The Tory Government feeds nothing but their wallets

By Lucy Macdonald


Image courtesy of David Hagwood


School closures were largely anticipated following the government decision to tighten national restrictions since the beginning of the COVID-19 pandemic in the UK. While the endeavour of home-schooling children has been a stressful time for many, for the families of the 4 million children living in poverty in the UK, school closures brought fear and uncertainty for those in receipt of the free school meals programme, according to CPAG. But the stark reality is that our nation’s children are not only subject to the hungers of empty stomachs, but also to the hungers of capitalism, privatisation, and privilege.

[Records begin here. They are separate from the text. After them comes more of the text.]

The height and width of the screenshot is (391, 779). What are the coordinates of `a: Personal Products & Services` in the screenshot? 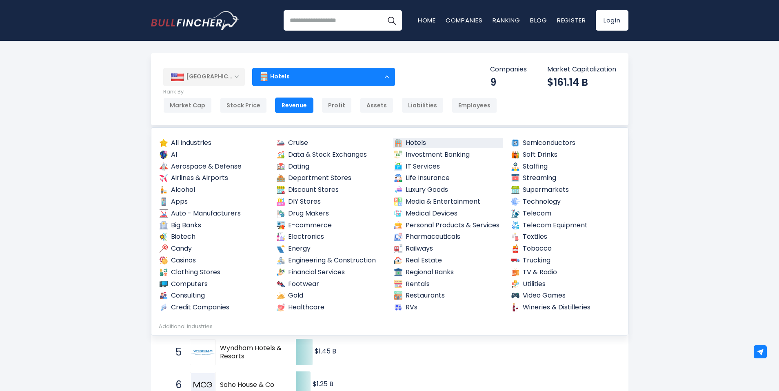 It's located at (449, 225).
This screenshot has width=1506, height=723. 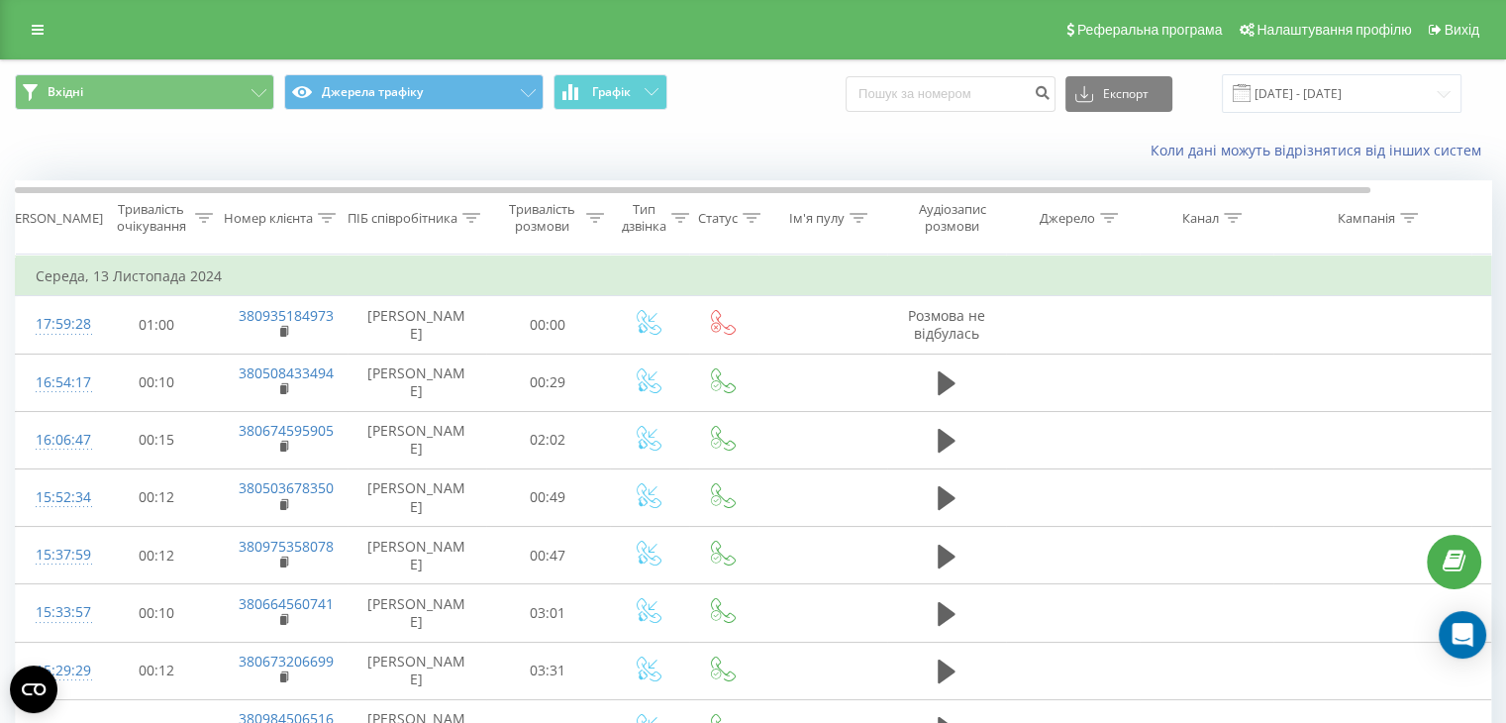 What do you see at coordinates (952, 218) in the screenshot?
I see `div: Аудіозапис розмови` at bounding box center [952, 218].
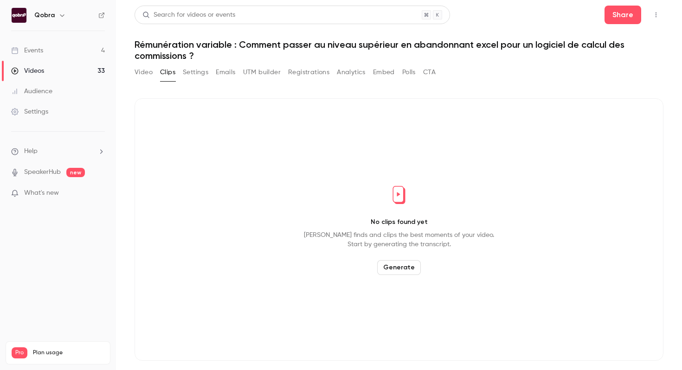 The height and width of the screenshot is (370, 682). I want to click on button: Embed, so click(384, 72).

Looking at NHS wellness guidance, we see a hardly ground-breaking nor revolutionary notion that the nutrition of children is vital in allowing them to grow into healthy adults. No child should be disadvantaged based on their income as a direct impact to their physical and mental development. Yet, there are a number of alarming studies highlighting that inefficient nutrition in young children in addition to income inequality can impact a child’s expected or anticipated academic success. These children begin their education already behind their classmates and never catch up; Save The Children states that in Scotland alone, by the time children living in some of the country’s most deprived areas are three years old, they are nine months behind the average development of their age group. If children can’t obtain a solid education, their chances of future employment and stability decrease. These school meals are more than just a blunder or injustice, it’s real lives and real futures at stake.


The long-term effects of development difficulties in children who are raised in poverty are extremely serious. A Save The Children report found that children growing up in poverty were twice as likely to have emotional and physical development difficulties. Indeed, particularly in school age children, an analysis outlined in an article by the BBC notes that poor diets for school-age children may contribute to an average height gap of 20cm (7.9in) between the tallest and shortest nations, a visual reminder of the ever growing gap and aching inequalities between the country’s richest and poorest.

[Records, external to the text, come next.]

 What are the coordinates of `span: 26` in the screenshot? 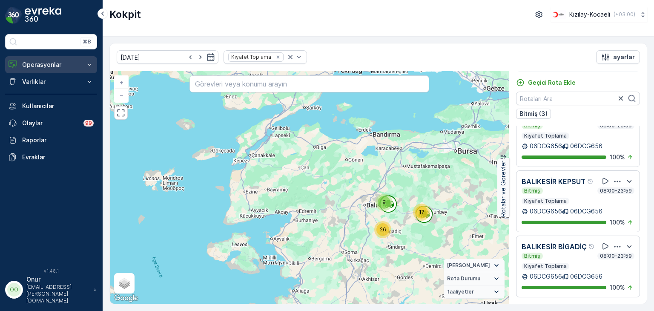 It's located at (383, 229).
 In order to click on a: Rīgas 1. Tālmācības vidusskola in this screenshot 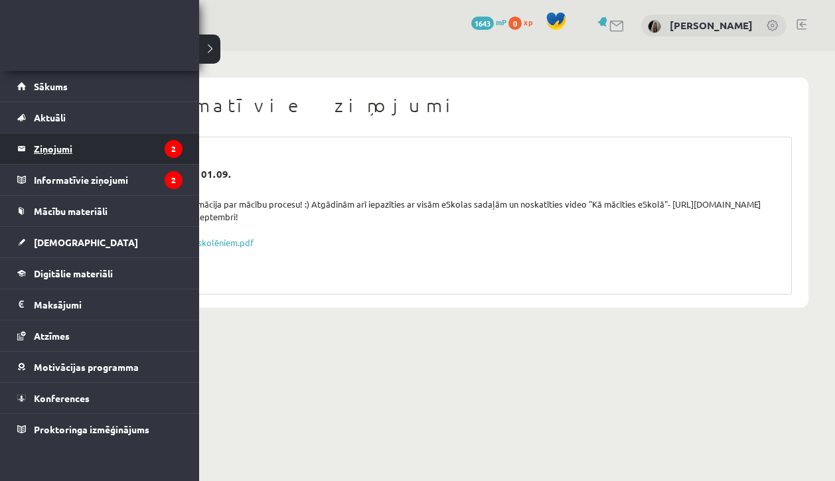, I will do `click(68, 40)`.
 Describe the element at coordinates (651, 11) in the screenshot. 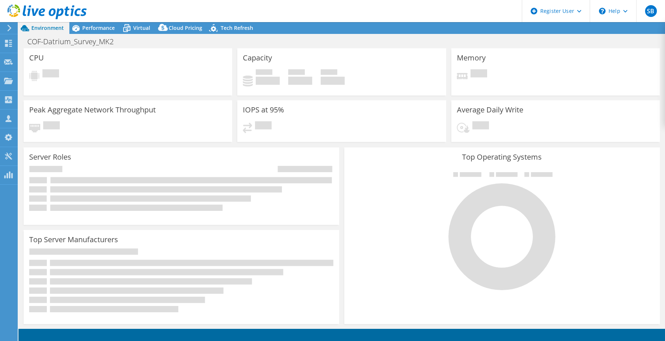

I see `span: SB` at that location.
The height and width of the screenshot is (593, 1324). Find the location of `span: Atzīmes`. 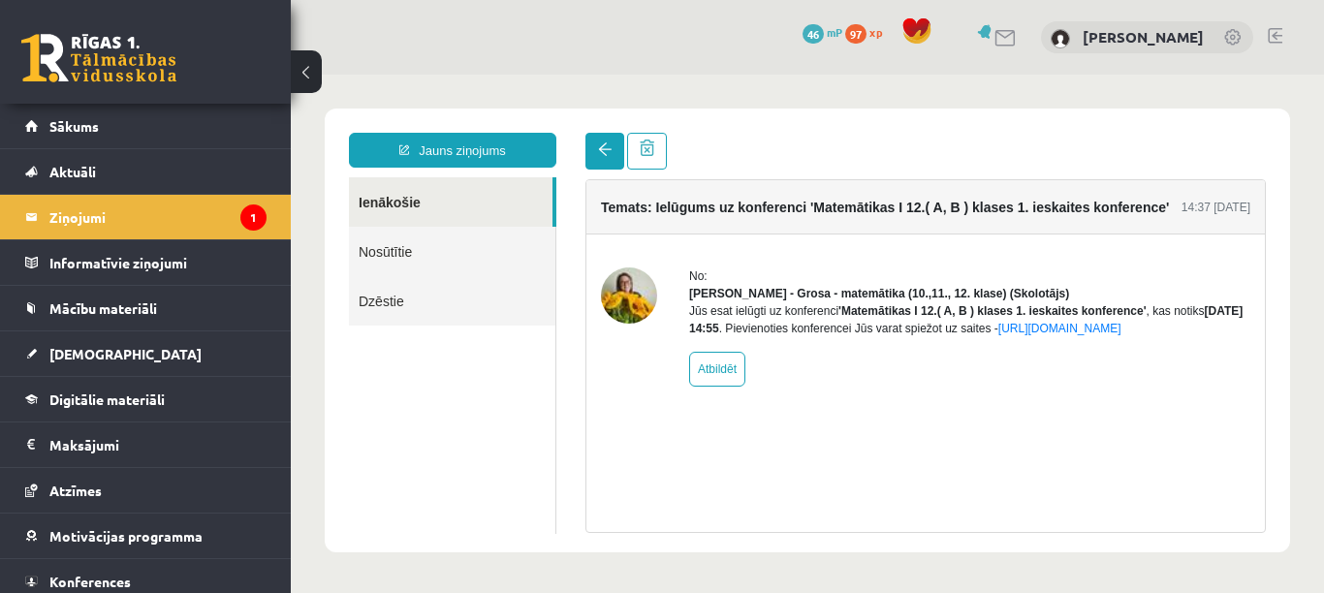

span: Atzīmes is located at coordinates (76, 490).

This highlights a government that is entirely out of touch with its people. A government largely composed of the country's top 10% based on income who allege to represent the hundreds of families in the bottom income deciles. The Office for National Statistics (ONS) notes that families in the bottom income deciles spend over 40% of their weekly expenditure on household and food costs, compared to only 26% in the richest 10% deciles. And it is children who bear the brunt of the socio economic, health, and education inequality. A government so consumed by the notion of capitalism and privatisation and elitism that they seek a private company to source their free school meals care packages that quite simply wouldn’t feed one child sufficiently for more than a few days, let alone families of three or more.


According to the ONS, the average size of a family in the UK is 2.3, taken from the last UK Census data in 2011. Additionally, in another study, the ONS reports that families in the UK have an average weekly spend on food of around £60. The government’s new school meals care package scheme came after thousands of members of the Royal College of Paediatrics and Child Health (RCPCH) signed an open letter urging the UK Government to change course on free school meals during the holidays. But the result of this plea for change was, when compared to typical supermarket prices, less than £10 of items tossed into bags, masked as a £30 care package.


The perfect example that the government is so entirely out of touch with its people is that under traditional Conservatism, free school meals is not on their agenda by choice — evident by their woeful execution. If the government were to provide care packages for the nation, rest assured there would not be an obesity crisis, but more a malnourished state of affairs. It begs the question, how equipped is the government, really, in attempts to tackle humanitarian disasters and famines abroad when they have such little concept of what society really needs?


As the government continues to feed capitalism's insatiable hunger, the children of our nation go hungry, families struggle to make ends meet and the supposed shrinking class divides in our nation only grow wider.